▶ [Information supplied]:
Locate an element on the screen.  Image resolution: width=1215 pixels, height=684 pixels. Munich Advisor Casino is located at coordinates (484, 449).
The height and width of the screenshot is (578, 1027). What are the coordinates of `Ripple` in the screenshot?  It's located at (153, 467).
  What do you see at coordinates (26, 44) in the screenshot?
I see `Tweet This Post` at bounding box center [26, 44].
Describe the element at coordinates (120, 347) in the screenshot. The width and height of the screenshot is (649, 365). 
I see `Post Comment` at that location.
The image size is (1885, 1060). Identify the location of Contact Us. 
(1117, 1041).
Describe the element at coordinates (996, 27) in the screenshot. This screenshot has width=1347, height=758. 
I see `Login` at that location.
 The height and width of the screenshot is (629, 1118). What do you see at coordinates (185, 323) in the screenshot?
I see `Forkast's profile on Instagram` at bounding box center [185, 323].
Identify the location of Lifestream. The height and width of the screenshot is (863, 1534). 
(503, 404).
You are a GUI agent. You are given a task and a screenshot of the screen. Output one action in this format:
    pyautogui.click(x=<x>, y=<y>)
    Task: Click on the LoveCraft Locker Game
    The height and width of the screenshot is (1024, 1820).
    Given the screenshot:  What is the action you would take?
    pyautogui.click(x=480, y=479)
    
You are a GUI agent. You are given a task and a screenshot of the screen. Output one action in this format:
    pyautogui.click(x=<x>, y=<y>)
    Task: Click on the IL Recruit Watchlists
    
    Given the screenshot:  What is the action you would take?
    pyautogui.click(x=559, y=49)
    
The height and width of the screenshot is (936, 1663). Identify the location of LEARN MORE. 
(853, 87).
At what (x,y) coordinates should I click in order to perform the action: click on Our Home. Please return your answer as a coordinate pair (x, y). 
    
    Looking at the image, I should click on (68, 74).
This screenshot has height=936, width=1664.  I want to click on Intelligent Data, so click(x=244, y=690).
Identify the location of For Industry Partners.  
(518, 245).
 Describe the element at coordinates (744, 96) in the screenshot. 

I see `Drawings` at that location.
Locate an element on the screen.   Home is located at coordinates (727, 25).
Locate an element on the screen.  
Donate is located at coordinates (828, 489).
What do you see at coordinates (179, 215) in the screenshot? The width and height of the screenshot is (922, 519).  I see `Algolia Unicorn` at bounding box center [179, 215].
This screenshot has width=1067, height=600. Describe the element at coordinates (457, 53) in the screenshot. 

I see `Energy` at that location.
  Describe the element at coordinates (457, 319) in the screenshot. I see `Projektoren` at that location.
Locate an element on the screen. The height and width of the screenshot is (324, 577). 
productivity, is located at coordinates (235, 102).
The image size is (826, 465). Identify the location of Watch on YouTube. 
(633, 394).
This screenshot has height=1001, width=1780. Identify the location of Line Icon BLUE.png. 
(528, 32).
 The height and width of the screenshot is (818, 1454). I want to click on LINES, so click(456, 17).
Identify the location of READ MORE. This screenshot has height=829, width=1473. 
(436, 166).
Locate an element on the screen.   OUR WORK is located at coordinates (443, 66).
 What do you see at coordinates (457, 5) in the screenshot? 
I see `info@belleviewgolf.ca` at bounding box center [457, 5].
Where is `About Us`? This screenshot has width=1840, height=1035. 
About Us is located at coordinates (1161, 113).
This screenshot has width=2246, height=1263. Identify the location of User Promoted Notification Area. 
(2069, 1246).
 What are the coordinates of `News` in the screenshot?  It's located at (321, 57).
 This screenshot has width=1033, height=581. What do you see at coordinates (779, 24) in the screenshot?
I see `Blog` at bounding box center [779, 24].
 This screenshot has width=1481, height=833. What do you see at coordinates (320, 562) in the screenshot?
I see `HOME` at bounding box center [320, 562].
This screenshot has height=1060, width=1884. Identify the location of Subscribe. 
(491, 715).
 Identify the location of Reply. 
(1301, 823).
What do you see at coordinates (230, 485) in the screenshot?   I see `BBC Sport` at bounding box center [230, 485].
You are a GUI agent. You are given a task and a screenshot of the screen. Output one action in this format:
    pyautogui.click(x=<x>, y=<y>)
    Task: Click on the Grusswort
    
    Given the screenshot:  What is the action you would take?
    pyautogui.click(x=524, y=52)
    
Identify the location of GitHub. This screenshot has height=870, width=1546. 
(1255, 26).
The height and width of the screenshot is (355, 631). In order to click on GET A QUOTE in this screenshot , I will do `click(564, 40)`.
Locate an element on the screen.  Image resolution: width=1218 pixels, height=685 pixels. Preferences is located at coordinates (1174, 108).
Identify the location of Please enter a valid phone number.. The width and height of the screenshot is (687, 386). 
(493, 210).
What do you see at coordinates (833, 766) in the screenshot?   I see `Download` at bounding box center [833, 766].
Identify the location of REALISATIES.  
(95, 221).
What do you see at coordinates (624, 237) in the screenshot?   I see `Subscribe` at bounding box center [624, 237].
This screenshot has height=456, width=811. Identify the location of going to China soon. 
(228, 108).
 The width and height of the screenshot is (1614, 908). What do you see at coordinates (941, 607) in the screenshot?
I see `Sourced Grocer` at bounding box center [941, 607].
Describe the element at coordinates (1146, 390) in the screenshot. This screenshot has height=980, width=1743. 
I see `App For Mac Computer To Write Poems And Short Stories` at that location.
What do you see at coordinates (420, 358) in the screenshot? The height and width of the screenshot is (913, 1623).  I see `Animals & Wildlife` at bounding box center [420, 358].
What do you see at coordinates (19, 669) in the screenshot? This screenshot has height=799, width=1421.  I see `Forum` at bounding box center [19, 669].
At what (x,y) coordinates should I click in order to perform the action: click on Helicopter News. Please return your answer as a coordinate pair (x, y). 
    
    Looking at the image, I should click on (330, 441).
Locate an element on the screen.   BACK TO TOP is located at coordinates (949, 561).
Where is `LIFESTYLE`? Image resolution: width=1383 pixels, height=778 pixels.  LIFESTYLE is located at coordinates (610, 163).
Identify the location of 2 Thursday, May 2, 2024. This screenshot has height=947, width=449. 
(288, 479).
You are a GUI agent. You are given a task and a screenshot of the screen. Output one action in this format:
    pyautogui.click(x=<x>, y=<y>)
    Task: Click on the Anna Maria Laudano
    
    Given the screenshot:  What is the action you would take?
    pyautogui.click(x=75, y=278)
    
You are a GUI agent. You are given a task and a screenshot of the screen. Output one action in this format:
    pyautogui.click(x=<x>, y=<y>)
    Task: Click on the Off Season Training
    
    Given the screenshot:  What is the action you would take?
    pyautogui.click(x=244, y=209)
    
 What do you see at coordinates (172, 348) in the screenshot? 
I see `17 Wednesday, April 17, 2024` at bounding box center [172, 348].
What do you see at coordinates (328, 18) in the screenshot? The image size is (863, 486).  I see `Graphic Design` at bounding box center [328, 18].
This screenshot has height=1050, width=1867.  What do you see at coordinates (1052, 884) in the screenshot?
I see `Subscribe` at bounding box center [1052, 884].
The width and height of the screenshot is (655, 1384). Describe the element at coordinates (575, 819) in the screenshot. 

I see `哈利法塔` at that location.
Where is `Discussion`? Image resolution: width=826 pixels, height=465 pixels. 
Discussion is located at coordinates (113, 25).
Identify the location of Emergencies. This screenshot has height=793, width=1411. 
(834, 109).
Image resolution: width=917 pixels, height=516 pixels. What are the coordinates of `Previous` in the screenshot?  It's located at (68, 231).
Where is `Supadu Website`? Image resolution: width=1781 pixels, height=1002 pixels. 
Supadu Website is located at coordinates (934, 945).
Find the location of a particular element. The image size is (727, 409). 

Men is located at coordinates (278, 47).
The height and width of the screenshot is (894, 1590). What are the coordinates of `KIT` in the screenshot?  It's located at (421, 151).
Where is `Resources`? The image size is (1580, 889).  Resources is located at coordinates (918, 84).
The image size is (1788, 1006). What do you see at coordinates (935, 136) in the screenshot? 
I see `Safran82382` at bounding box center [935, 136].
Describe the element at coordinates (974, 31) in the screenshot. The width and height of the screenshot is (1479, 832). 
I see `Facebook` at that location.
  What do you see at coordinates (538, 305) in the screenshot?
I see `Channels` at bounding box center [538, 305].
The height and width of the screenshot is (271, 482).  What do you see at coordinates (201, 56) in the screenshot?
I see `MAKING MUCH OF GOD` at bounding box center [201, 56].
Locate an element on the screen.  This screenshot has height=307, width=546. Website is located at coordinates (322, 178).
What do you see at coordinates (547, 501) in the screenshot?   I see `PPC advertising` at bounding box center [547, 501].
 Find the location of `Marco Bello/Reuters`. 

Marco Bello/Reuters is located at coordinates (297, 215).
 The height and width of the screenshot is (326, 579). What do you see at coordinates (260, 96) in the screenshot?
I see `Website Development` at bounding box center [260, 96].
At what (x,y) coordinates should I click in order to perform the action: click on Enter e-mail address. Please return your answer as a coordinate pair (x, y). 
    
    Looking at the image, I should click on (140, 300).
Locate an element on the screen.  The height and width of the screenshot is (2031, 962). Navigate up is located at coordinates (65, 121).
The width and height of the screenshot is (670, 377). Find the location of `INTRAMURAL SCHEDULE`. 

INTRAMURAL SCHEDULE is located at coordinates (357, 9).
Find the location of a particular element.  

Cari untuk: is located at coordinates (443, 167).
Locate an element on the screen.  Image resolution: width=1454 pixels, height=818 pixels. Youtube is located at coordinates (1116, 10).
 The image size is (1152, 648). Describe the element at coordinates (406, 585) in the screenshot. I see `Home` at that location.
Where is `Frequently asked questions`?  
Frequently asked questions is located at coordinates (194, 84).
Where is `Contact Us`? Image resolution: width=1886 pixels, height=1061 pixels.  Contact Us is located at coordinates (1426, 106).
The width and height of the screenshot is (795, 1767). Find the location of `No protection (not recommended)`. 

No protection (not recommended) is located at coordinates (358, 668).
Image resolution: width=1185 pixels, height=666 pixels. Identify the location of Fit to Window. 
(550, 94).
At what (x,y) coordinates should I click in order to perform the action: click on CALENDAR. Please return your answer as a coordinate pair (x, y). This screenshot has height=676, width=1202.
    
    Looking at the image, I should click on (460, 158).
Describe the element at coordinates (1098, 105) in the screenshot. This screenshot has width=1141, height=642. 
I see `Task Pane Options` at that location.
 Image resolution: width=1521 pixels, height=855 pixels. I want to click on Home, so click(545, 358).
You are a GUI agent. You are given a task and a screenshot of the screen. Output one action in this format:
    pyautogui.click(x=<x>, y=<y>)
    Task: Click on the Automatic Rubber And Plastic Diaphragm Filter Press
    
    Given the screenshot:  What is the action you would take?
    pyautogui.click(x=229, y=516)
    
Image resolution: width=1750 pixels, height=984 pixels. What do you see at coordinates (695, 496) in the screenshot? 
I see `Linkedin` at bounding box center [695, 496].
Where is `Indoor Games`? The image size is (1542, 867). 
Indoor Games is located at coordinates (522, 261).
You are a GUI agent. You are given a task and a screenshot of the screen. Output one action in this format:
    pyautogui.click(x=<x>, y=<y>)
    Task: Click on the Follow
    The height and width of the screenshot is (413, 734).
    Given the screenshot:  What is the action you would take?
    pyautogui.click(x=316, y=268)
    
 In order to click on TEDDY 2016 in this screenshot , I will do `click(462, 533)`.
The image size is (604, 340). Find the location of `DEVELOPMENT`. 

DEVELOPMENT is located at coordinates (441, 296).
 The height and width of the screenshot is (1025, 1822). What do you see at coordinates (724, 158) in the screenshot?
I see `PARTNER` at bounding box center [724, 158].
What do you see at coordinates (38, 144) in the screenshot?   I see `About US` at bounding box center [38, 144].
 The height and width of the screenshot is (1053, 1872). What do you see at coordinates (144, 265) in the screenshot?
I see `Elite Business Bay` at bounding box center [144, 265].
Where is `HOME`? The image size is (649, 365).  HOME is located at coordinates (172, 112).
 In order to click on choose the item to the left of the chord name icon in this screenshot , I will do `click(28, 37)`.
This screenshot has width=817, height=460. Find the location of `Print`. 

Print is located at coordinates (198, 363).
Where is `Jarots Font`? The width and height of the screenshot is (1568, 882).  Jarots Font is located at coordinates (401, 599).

▶ [Your goal]:
All lines with the word "will" need to be copied from the data above.

▶ [Answer area]:
The height and width of the screenshot is (355, 631). In order to click on GET A QUOTE in this screenshot , I will do `click(564, 40)`.
 In order to click on TEDDY 2016 in this screenshot , I will do `click(462, 533)`.
 In order to click on choose the item to the left of the chord name icon in this screenshot , I will do `click(28, 37)`.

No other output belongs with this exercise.